Around 5:30 we get back in our work clothes and it´s time to go pick up the hay that has been drying in the sun that afternoon. It´s tough work and the flies are possibily the most annoying thing I know, but it´s getting cool now and the sunset over the mountains is lovely. At around 9pm we´ve brought in and unloaded a huge truck of hay and call it a day. Showers, perhaps, perhaps not, are had and then a light tea of bread and cheese and a salad.

After tea Simon, Harry and I head up to Gary´s cabin where he is waiting. Gary is possibly one of the strangest people I¨ve ever met. He´s 51 and has done the following: travelled most of the world including India, Iran, South America and China before there was Lonely Planet to guide, he funded these travels buy trafficking mainly dope all around the world. Then for 10 years he fell in love with Alge, which he has published many books on. He´s gone to jail, he’s had 2 kids, he’s become a professional photographer and now is playing with the number 1 rock back in Galicia.

So, Gary is a trip. He has taken it upon himself to show us WWOOFers a good time, which we appreciate very much. Perhaps this night we’re on our way to Monforte to see Gary and his band play preceded by tapas and wine with the band. The food here is amazingly cheep and relatively tasty so I’m loving it. Like Madrid things are on a much later schedule, so bars may open at 10:30pm, closing in the early morning. Though, I’ve also found Galicians to be far friendlier and easy going than those in Madrid so that’s also a plus.

It’s a late night out, but we don’t have to work until 10 the next morning so it’s not a problem. While my muscles and sore I know that today I earned my way and with that thought I can sleep easy. Actually, I can’t sleep that well because I know that those stupid mice are running all over. But! That’s all over now because Simon, Harriet and Peter all left a week before I’m leaving so I moved into Harriet and Simon’s caravan which is much much nicer than mine. Hurrah! I feel like a queen!
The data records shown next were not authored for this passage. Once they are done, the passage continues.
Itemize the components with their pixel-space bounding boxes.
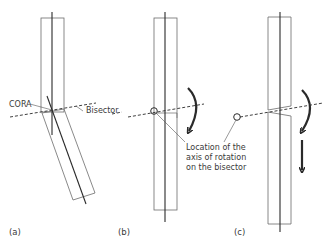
panel-label-c: (c) (234, 227, 245, 237)
axis-location-label-line2: axis of rotation (186, 153, 246, 162)
diagram-canvas: CORA Bisector (a) Location of the axis o… (0, 0, 326, 244)
distal-axis-a (47, 96, 86, 204)
axis-location-leader-c (224, 120, 236, 142)
panel-a: CORA Bisector (a) (9, 12, 122, 237)
bisector-line-b (128, 104, 204, 117)
diagram-figure: CORA Bisector (a) Location of the axis o… (0, 0, 326, 244)
cora-label: CORA (9, 100, 32, 109)
rotation-arrow-c (302, 90, 310, 131)
rotation-arrow-b (188, 88, 196, 131)
rotation-axis-marker-c (234, 114, 241, 121)
bisector-leader (76, 106, 83, 111)
panel-b: Location of the axis of rotation on the … (118, 12, 247, 237)
panel-label-a: (a) (9, 227, 21, 237)
axis-location-label-line3: on the bisector (186, 163, 247, 172)
axis-location-label-line1: Location of the (186, 143, 246, 152)
panel-label-b: (b) (118, 227, 130, 237)
axis-location-leader-b (156, 113, 185, 142)
panel-c: (c) (224, 12, 323, 237)
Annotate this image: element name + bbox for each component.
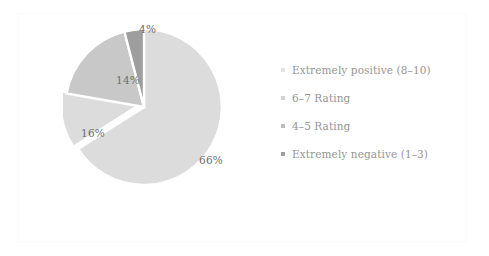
legend-item-four-five-rating[interactable]: 4–5 Rating bbox=[281, 112, 466, 140]
pie-slice-value-extremely-negative: 4% bbox=[139, 23, 156, 35]
pie-slice-value-six-seven-rating: 16% bbox=[81, 127, 105, 139]
pie-chart-area: 66% 16% 14% 4% bbox=[19, 14, 269, 243]
legend-swatch-icon bbox=[281, 96, 285, 100]
legend-swatch-icon bbox=[281, 124, 285, 128]
legend-item-label: Extremely positive (8–10) bbox=[292, 64, 431, 76]
chart-card: 66% 16% 14% 4% Extremely positive (8–10)… bbox=[18, 13, 467, 242]
legend-item-label: 6–7 Rating bbox=[292, 92, 350, 104]
chart-legend: Extremely positive (8–10) 6–7 Rating 4–5… bbox=[281, 56, 466, 168]
legend-swatch-icon bbox=[281, 152, 285, 156]
legend-item-six-seven-rating[interactable]: 6–7 Rating bbox=[281, 84, 466, 112]
pie-slice-value-four-five-rating: 14% bbox=[116, 74, 140, 86]
legend-swatch-icon bbox=[281, 68, 285, 72]
legend-item-label: 4–5 Rating bbox=[292, 120, 350, 132]
legend-item-extremely-negative[interactable]: Extremely negative (1–3) bbox=[281, 140, 466, 168]
legend-item-label: Extremely negative (1–3) bbox=[292, 148, 428, 160]
pie-slice-value-extremely-positive: 66% bbox=[199, 154, 223, 166]
legend-item-extremely-positive[interactable]: Extremely positive (8–10) bbox=[281, 56, 466, 84]
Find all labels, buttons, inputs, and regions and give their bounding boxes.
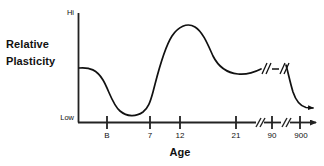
x-axis-break-mark-left [256, 118, 265, 127]
x-axis-break-mark-right [282, 118, 291, 127]
y-axis-title-line-1: Relative [6, 36, 72, 53]
plasticity-curve-segment-a [79, 25, 261, 116]
x-axis-tick-label-7: 7 [148, 131, 152, 140]
chart-plot-area [0, 0, 324, 166]
x-axis-tick-label-900: 900 [294, 131, 307, 140]
curve-break-mark-left [262, 63, 271, 74]
y-axis-tick-label-low: Low [46, 113, 74, 122]
y-axis-title-line-2: Plasticity [6, 53, 72, 70]
plasticity-curve-segment-b [286, 65, 313, 108]
x-axis-tick-label-12: 12 [176, 131, 185, 140]
x-axis-tick-label-b: B [104, 131, 109, 140]
x-axis-tick-label-90: 90 [268, 131, 277, 140]
y-axis-title: Relative Plasticity [6, 36, 72, 70]
plasticity-chart-figure: Relative Plasticity Hi Low B 7 12 21 90 … [0, 0, 324, 166]
x-axis-tick-label-21: 21 [232, 131, 241, 140]
x-axis-title: Age [150, 146, 210, 158]
y-axis-tick-label-hi: Hi [52, 8, 74, 17]
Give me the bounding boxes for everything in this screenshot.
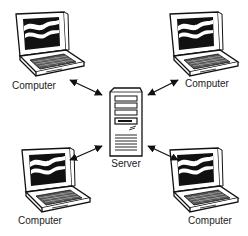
laptop-icon-bottom-right [170, 148, 238, 212]
laptop-icon-bottom-left [22, 148, 90, 212]
arrow-bottom-left [70, 146, 102, 160]
network-diagram: Computer Computer Server Computer Comput… [0, 0, 248, 236]
arrow-top-right [148, 80, 178, 95]
arrow-top-left [70, 80, 102, 95]
laptop-icon-top-right [170, 12, 238, 76]
computer-label-top-left: Computer [12, 80, 56, 91]
server-label: Server [111, 158, 140, 169]
computer-label-bottom-right: Computer [188, 215, 232, 226]
computer-label-bottom-left: Computer [18, 215, 62, 226]
server-tower-icon [110, 88, 142, 156]
diagram-graphics [0, 0, 248, 236]
computer-label-top-right: Computer [185, 78, 229, 89]
laptop-icon-top-left [16, 12, 84, 76]
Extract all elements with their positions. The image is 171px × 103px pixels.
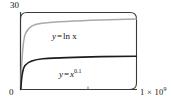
curve-label-ln-expression: ln x xyxy=(63,31,77,41)
y-axis-min-label: 0 xyxy=(9,88,14,97)
curve-label-x-power: y=x0.1 xyxy=(59,68,82,79)
x-axis-max-mantissa: 1 × 10 xyxy=(140,87,164,97)
y-axis-max-label: 30 xyxy=(10,1,19,10)
curve-label-pow-exponent: 0.1 xyxy=(74,68,82,74)
x-axis-max-exponent: 9 xyxy=(164,86,167,92)
x-axis-max-label: 1 × 109 xyxy=(140,86,167,96)
curve-label-ln-x: y=ln x xyxy=(52,32,77,41)
figure-ln-vs-power-plot: 30 0 1 × 109 y=ln x y=x0.1 xyxy=(0,0,171,103)
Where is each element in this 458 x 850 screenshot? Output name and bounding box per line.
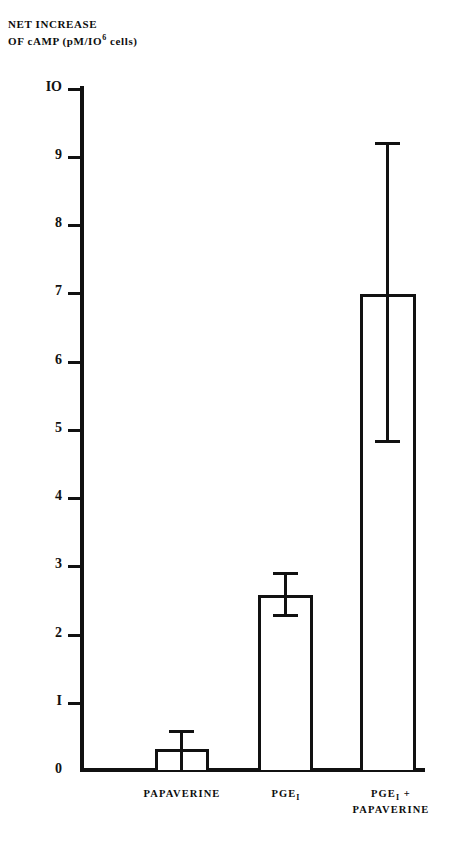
y-tick-2 [68,634,82,637]
y-tick-10 [68,88,82,91]
y-tick-label-2: 2 [22,625,62,641]
axis-title-line-1: NET INCREASE [8,16,288,33]
error-bar-stem-pge1 [284,572,287,617]
y-tick-label-8: 8 [22,215,62,231]
error-bar-stem-pge1-plus-papaverine [386,142,389,443]
axis-title-line-2: OF cAMP (pM/IO6 cells) [8,33,288,50]
y-tick-3 [68,565,82,568]
y-tick-label-0: 0 [22,761,62,777]
error-bar-cap-lower-pge1-plus-papaverine [375,440,400,443]
y-tick-1 [68,702,82,705]
x-label-combo-line-1: PGEI + [371,788,411,799]
y-tick-label-6: 6 [22,352,62,368]
x-label-combo-plus: + [400,788,411,799]
error-bar-cap-lower-pge1 [273,614,298,617]
y-tick-9 [68,156,82,159]
y-tick-label-4: 4 [22,488,62,504]
y-tick-label-3: 3 [22,556,62,572]
error-bar-stem-papaverine [180,730,183,770]
bar-pge1 [258,595,313,770]
error-bar-cap-upper-papaverine [169,730,194,733]
y-tick-label-9: 9 [22,147,62,163]
x-label-pge1-subscript: I [296,793,300,802]
y-tick-label-10: IO [22,79,62,95]
x-label-pge1-plus-papaverine: PGEI + PAPAVERINE [328,786,454,818]
error-bar-cap-upper-pge1-plus-papaverine [375,142,400,145]
axis-title-line-2-suffix: cells) [107,35,138,47]
axis-title-line-2-prefix: OF cAMP (pM/IO [8,35,102,47]
y-tick-4 [68,497,82,500]
y-tick-label-1: I [22,693,62,709]
chart-figure: NET INCREASE OF cAMP (pM/IO6 cells) IO 9… [0,0,458,850]
y-tick-6 [68,361,82,364]
x-label-combo-text: PGE [371,788,396,799]
y-tick-8 [68,224,82,227]
y-tick-label-5: 5 [22,420,62,436]
x-label-combo-line-2: PAPAVERINE [353,804,430,815]
chart-axis-title: NET INCREASE OF cAMP (pM/IO6 cells) [8,16,288,50]
y-tick-5 [68,429,82,432]
y-tick-label-7: 7 [22,283,62,299]
x-label-papaverine-text: PAPAVERINE [144,788,221,799]
error-bar-cap-upper-pge1 [273,572,298,575]
x-label-pge1-text: PGE [271,788,296,799]
x-label-papaverine: PAPAVERINE [112,786,252,802]
y-tick-7 [68,292,82,295]
x-label-pge1: PGEI [241,786,331,802]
So that’s that. I’ve learned a lot about plants and cooking and how just because you life an eco friendly life style does not mean you’re happy ore necessarily generous. I will miss Galicia though. I’ve felt I’ve learned to love my body here because for the first time in my life I’ve depended on it’s strength in a whole new way. I am looking forward to daily showers and indoor toilets, but to be honest nothing beats the view in the early morning as you look over the green foggy mountains of Galicia.